Limited by the small keyboard, most mobile apps support the automatic login feature for better user experience. Therefore, users avoid the inconvenience of retyping their ID and password when an app runs in the foreground again. However, this auto-login function can be exploited to launch the so-called "data-clone attack": once the locally-stored, auto-login depended data are cloned by attackers and placed into their own smartphones, attackers can break through the login-device number limit and log in to the victim's account stealthily. A natural countermeasure is to check the consistency of devicespecific attributes. As long as the new device shows different device fingerprints with the previous one, the app will disable the auto-login function and thus prevent data-clone attacks.In this paper, we develop VPDroid, a transparent Android OSlevel virtualization platform tailored for security testing. With VPDroid, security analysts can customize different device artifacts, such as CPU model, Android ID, and phone number, in a virtual phone without user-level API hooking. VPDroid's isolation mechanism ensures that user-mode apps in the virtual phone cannot detect device-specific discrepancies. To assess Android apps' susceptibility to the data-clone attack, we use VPDroid to simulate data-clone attacks with 234 most-downloaded apps. Our experiments on five different virtual phone environments show that VPDroid's device attribute customization can deceive all tested apps that perform device-consistency checks, such as Twitter, WeChat, and PayPal. 19 vendors have confirmed our report as a zero-day vulnerability. Our findings paint a cautionary tale: only enforcing a device-consistency check at client side is still vulnerable to an advanced data-clone attack.
Limited by the small keyboard, most mobile apps support the automatic login feature for better user experience. Therefore, users avoid the inconvenience of retyping their ID and password when an app runs in the foreground again. However, this auto-login function can be exploited to launch the so-called "data-clone attack": once the locally-stored, auto-login depended data are cloned by attackers and placed into their own smartphones, attackers can break through the login-device number limit and log in to the victim's account stealthily. A natural countermeasure is to check the consistency of devicespecific attributes. As long as the new device shows different device fingerprints with the previous one, the app will disable the auto-login function and thus prevent data-clone attacks.In this paper, we develop VPDroid, a transparent Android OSlevel virtualization platform tailored for security testing. With VPDroid, security analysts can customize different device artifacts, such as CPU model, Android ID, and phone number, in a virtual phone without user-level API hooking. VPDroid's isolation mechanism ensures that user-mode apps in the virtual phone cannot detect device-specific discrepancies. To assess Android apps' susceptibility to the data-clone attack, we use VPDroid to simulate data-clone attacks with 234 most-downloaded apps. Our experiments on five different virtual phone environmentsshow that VPDroid's device attribute customization can deceive all tested apps that perform device-consistency checks, such as Twitter, WeChat, and PayPal. 19 vendors have confirmed our report as a zero-day vulnerability. Our findings paint a cautionary tale: only enforcing a device-consistency check at client side is still vulnerable to an advanced data-clone attack. I. In t r o d u c t io nWith the prosperous development of the Android system and mobile networks [1], [2], the apps running on Android keep updating constantly to meet the fast-growing demand of smartphone users. In addition to the standard functionalities such as communication and entertainment, apps are now performing various critical tasks such as social networking [3], GPS navigation [4], IoT device remote control [5], and mobile payment [6]. Inevitably large amounts of private data (e.g., user credentials) are stored in the smartphone. Therefore, the
To avoid the inconvenience of retyping a user's ID and password, most mobile apps now provide the automatic login feature for a better user experience. To this end, auto-login credential is stored locally on the smartphone. However, such sensitive credential can be stolen by attackers and placed into their smartphones via the well-known credential-clone attack. Then, attackers can imperceptibly log into the victim's account, which causes more devastating and covert losses than merely intercepting the user's password. In this article, we propose a generalized Android credential-clone attack, called data-clone attack. By exploiting the new-found vulnerabilities of original equipment manufacturer (OEM)-made phone clone apps, we design an identity theft method that overcomes the problem of incomplete credential extraction and eliminates the requirement of root authority. To evade the consistency check of device-specific attributes in apps, we design two environment customization methods for app-level and operating system (OS)-level, respectively. Especially, we develop a transparent Android OS customization solution, named CloneDroid, which simulates 101 special attributes of Android OS. We implement a prototype of CloneDroid and the experimental results show that 172 out of 175 most-downloaded apps' accounts can be jeopardized, such as Facebook and WeChat. Moreover, our study has identified 18 confirmed zero-day vulnerabilities. Our findings paint a cautionary tale for the security community that billions of accounts are potentially exposed to Android OS customization-assisted data-clone attacks.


Task description
The output must reproduce each line of the data word for word.

(Dataset rows describing interfaces)
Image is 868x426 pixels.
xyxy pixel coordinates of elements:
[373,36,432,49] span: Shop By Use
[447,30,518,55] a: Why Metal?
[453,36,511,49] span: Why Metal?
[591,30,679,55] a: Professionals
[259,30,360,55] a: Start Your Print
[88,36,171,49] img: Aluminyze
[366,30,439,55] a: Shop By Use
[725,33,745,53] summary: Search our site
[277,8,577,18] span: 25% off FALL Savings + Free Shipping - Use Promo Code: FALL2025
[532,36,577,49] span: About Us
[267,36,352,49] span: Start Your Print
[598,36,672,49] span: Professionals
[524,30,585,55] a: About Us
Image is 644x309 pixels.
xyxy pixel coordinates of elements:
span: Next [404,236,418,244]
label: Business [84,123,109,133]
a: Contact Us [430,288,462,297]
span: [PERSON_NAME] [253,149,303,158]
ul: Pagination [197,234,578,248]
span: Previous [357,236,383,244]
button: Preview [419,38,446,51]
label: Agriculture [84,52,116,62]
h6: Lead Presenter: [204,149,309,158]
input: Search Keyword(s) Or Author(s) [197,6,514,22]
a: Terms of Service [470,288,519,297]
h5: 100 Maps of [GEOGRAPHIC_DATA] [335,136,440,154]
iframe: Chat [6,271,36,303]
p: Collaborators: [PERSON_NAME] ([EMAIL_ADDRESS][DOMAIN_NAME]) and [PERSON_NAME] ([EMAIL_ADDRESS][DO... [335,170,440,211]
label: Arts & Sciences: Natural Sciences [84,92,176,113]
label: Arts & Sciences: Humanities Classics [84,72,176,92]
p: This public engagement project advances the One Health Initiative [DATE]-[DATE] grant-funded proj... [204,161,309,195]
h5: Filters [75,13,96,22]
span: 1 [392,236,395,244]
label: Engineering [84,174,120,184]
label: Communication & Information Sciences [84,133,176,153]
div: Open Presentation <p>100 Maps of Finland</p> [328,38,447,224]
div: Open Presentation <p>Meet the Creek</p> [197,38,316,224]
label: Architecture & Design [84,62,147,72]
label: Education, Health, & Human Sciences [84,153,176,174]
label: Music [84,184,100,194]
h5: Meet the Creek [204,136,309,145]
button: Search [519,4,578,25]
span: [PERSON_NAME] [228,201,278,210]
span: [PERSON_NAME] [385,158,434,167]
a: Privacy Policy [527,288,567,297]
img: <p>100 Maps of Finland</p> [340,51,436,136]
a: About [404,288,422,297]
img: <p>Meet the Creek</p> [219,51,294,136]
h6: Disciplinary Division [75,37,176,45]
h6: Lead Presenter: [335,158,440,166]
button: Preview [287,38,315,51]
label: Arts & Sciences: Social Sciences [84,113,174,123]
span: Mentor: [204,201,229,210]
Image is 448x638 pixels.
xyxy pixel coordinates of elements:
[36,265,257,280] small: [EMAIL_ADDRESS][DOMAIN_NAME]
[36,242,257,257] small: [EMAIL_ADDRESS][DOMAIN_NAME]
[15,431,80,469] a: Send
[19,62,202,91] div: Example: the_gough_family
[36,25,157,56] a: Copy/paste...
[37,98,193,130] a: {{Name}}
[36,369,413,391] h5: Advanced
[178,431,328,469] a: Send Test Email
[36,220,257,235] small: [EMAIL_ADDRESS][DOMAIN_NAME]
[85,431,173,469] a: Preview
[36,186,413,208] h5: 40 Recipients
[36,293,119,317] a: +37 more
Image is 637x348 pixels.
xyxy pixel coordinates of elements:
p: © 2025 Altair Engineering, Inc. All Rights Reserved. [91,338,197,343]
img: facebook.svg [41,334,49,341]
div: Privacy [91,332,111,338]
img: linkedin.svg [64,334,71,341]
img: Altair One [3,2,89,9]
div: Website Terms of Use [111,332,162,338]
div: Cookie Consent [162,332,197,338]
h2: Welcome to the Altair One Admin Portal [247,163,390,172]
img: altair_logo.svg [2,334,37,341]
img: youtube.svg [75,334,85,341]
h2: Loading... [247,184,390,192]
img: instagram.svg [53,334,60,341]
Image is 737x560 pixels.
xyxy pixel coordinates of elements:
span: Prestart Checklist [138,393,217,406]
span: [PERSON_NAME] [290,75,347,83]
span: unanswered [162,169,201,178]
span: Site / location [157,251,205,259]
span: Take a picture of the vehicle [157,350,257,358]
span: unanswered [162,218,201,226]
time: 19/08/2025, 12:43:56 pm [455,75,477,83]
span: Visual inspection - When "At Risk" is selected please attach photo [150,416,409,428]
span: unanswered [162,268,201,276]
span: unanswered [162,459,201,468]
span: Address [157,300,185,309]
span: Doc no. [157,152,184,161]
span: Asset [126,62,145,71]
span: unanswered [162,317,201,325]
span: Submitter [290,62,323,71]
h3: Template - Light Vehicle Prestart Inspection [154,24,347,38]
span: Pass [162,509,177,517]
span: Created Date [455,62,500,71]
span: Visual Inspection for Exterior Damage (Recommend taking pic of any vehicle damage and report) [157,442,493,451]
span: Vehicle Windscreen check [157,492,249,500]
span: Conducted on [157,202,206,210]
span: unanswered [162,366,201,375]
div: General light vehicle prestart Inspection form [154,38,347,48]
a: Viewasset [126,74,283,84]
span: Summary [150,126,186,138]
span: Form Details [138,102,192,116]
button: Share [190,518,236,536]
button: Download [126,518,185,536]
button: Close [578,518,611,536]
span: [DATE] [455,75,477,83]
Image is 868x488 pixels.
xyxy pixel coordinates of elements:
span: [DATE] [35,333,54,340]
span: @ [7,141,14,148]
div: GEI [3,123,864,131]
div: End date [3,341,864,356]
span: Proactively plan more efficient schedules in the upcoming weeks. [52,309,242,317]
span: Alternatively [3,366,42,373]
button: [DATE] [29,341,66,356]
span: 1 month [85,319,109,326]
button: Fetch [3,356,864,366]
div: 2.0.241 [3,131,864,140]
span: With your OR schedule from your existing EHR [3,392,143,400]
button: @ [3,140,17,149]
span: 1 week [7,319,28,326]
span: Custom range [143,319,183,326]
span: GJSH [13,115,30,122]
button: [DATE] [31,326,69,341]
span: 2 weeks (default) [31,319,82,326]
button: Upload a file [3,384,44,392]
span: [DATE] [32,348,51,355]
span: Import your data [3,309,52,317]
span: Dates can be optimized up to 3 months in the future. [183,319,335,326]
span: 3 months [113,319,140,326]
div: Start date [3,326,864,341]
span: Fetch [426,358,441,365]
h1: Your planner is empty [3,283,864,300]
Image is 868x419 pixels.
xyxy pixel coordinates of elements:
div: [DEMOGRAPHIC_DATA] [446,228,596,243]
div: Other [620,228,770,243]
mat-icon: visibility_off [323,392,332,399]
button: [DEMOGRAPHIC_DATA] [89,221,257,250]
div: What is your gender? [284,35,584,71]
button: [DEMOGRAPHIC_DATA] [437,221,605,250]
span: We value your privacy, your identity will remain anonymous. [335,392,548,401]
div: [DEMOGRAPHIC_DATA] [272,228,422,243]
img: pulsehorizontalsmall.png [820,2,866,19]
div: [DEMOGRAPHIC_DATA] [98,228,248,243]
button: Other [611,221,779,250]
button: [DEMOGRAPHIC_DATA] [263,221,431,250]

Result of the exercise
Image is 868x426 pixels.
xyxy pixel coordinates of elements:
[373,36,432,49] span: Shop By Use
[447,30,518,55] a: Why Metal?
[453,36,511,49] span: Why Metal?
[591,30,679,55] a: Professionals
[259,30,360,55] a: Start Your Print
[88,36,171,49] img: Aluminyze
[366,30,439,55] a: Shop By Use
[725,33,745,53] summary: Search our site
[277,8,577,18] span: 25% off FALL Savings + Free Shipping - Use Promo Code: FALL2025
[532,36,577,49] span: About Us
[267,36,352,49] span: Start Your Print
[598,36,672,49] span: Professionals
[524,30,585,55] a: About Us
Image is 644x309 pixels.
xyxy pixel coordinates of elements:
span: Next [404,236,418,244]
label: Business [84,123,109,133]
a: Contact Us [430,288,462,297]
span: [PERSON_NAME] [253,149,303,158]
ul: Pagination [197,234,578,248]
span: Previous [357,236,383,244]
button: Preview [419,38,446,51]
label: Agriculture [84,52,116,62]
h6: Lead Presenter: [204,149,309,158]
input: Search Keyword(s) Or Author(s) [197,6,514,22]
a: Terms of Service [470,288,519,297]
h5: 100 Maps of [GEOGRAPHIC_DATA] [335,136,440,154]
iframe: Chat [6,271,36,303]
p: Collaborators: [PERSON_NAME] ([EMAIL_ADDRESS][DOMAIN_NAME]) and [PERSON_NAME] ([EMAIL_ADDRESS][DO... [335,170,440,211]
label: Arts & Sciences: Natural Sciences [84,92,176,113]
label: Arts & Sciences: Humanities Classics [84,72,176,92]
p: This public engagement project advances the One Health Initiative [DATE]-[DATE] grant-funded proj... [204,161,309,195]
h5: Filters [75,13,96,22]
span: 1 [392,236,395,244]
label: Engineering [84,174,120,184]
label: Communication & Information Sciences [84,133,176,153]
div: Open Presentation <p>100 Maps of Finland</p> [328,38,447,224]
div: Open Presentation <p>Meet the Creek</p> [197,38,316,224]
label: Architecture & Design [84,62,147,72]
label: Education, Health, & Human Sciences [84,153,176,174]
label: Music [84,184,100,194]
h5: Meet the Creek [204,136,309,145]
button: Search [519,4,578,25]
span: [PERSON_NAME] [228,201,278,210]
span: [PERSON_NAME] [385,158,434,167]
a: Privacy Policy [527,288,567,297]
img: <p>100 Maps of Finland</p> [340,51,436,136]
a: About [404,288,422,297]
img: <p>Meet the Creek</p> [219,51,294,136]
h6: Disciplinary Division [75,37,176,45]
h6: Lead Presenter: [335,158,440,166]
button: Preview [287,38,315,51]
label: Arts & Sciences: Social Sciences [84,113,174,123]
span: Mentor: [204,201,229,210]
Image is 448x638 pixels.
xyxy pixel coordinates of elements:
[36,265,257,280] small: [EMAIL_ADDRESS][DOMAIN_NAME]
[36,242,257,257] small: [EMAIL_ADDRESS][DOMAIN_NAME]
[15,431,80,469] a: Send
[19,62,202,91] div: Example: the_gough_family
[36,25,157,56] a: Copy/paste...
[37,98,193,130] a: {{Name}}
[36,369,413,391] h5: Advanced
[178,431,328,469] a: Send Test Email
[36,220,257,235] small: [EMAIL_ADDRESS][DOMAIN_NAME]
[85,431,173,469] a: Preview
[36,186,413,208] h5: 40 Recipients
[36,293,119,317] a: +37 more
Image is 637x348 pixels.
xyxy pixel coordinates of elements:
p: © 2025 Altair Engineering, Inc. All Rights Reserved. [91,338,197,343]
img: facebook.svg [41,334,49,341]
div: Privacy [91,332,111,338]
img: linkedin.svg [64,334,71,341]
img: Altair One [3,2,89,9]
div: Website Terms of Use [111,332,162,338]
div: Cookie Consent [162,332,197,338]
h2: Welcome to the Altair One Admin Portal [247,163,390,172]
img: altair_logo.svg [2,334,37,341]
img: youtube.svg [75,334,85,341]
h2: Loading... [247,184,390,192]
img: instagram.svg [53,334,60,341]
Image is 737x560 pixels.
xyxy pixel coordinates of elements:
span: Prestart Checklist [138,393,217,406]
span: [PERSON_NAME] [290,75,347,83]
span: unanswered [162,169,201,178]
span: Site / location [157,251,205,259]
span: Take a picture of the vehicle [157,350,257,358]
span: unanswered [162,218,201,226]
time: 19/08/2025, 12:43:56 pm [455,75,477,83]
span: Visual inspection - When "At Risk" is selected please attach photo [150,416,409,428]
span: unanswered [162,268,201,276]
span: unanswered [162,459,201,468]
span: Address [157,300,185,309]
span: Doc no. [157,152,184,161]
span: Asset [126,62,145,71]
span: unanswered [162,317,201,325]
span: Submitter [290,62,323,71]
h3: Template - Light Vehicle Prestart Inspection [154,24,347,38]
span: Pass [162,509,177,517]
span: Created Date [455,62,500,71]
span: Visual Inspection for Exterior Damage (Recommend taking pic of any vehicle damage and report) [157,442,493,451]
span: Vehicle Windscreen check [157,492,249,500]
span: Conducted on [157,202,206,210]
span: unanswered [162,366,201,375]
div: General light vehicle prestart Inspection form [154,38,347,48]
a: Viewasset [126,74,283,84]
span: Summary [150,126,186,138]
span: Form Details [138,102,192,116]
button: Share [190,518,236,536]
button: Download [126,518,185,536]
button: Close [578,518,611,536]
span: [DATE] [455,75,477,83]
Image is 868x488 pixels.
xyxy pixel coordinates of elements:
span: [DATE] [35,333,54,340]
span: @ [7,141,14,148]
div: GEI [3,123,864,131]
div: End date [3,341,864,356]
span: Proactively plan more efficient schedules in the upcoming weeks. [52,309,242,317]
span: Alternatively [3,366,42,373]
button: [DATE] [29,341,66,356]
span: 1 month [85,319,109,326]
button: Fetch [3,356,864,366]
div: 2.0.241 [3,131,864,140]
span: With your OR schedule from your existing EHR [3,392,143,400]
button: @ [3,140,17,149]
span: 1 week [7,319,28,326]
span: Custom range [143,319,183,326]
span: GJSH [13,115,30,122]
button: [DATE] [31,326,69,341]
span: 2 weeks (default) [31,319,82,326]
button: Upload a file [3,384,44,392]
span: [DATE] [32,348,51,355]
span: Import your data [3,309,52,317]
span: Dates can be optimized up to 3 months in the future. [183,319,335,326]
span: 3 months [113,319,140,326]
div: Start date [3,326,864,341]
span: Fetch [426,358,441,365]
h1: Your planner is empty [3,283,864,300]
Image is 868x419 pixels.
xyxy pixel coordinates of elements:
div: [DEMOGRAPHIC_DATA] [446,228,596,243]
div: Other [620,228,770,243]
mat-icon: visibility_off [323,392,332,399]
button: [DEMOGRAPHIC_DATA] [89,221,257,250]
div: What is your gender? [284,35,584,71]
button: [DEMOGRAPHIC_DATA] [437,221,605,250]
span: We value your privacy, your identity will remain anonymous. [335,392,548,401]
div: [DEMOGRAPHIC_DATA] [272,228,422,243]
img: pulsehorizontalsmall.png [820,2,866,19]
div: [DEMOGRAPHIC_DATA] [98,228,248,243]
button: Other [611,221,779,250]
button: [DEMOGRAPHIC_DATA] [263,221,431,250]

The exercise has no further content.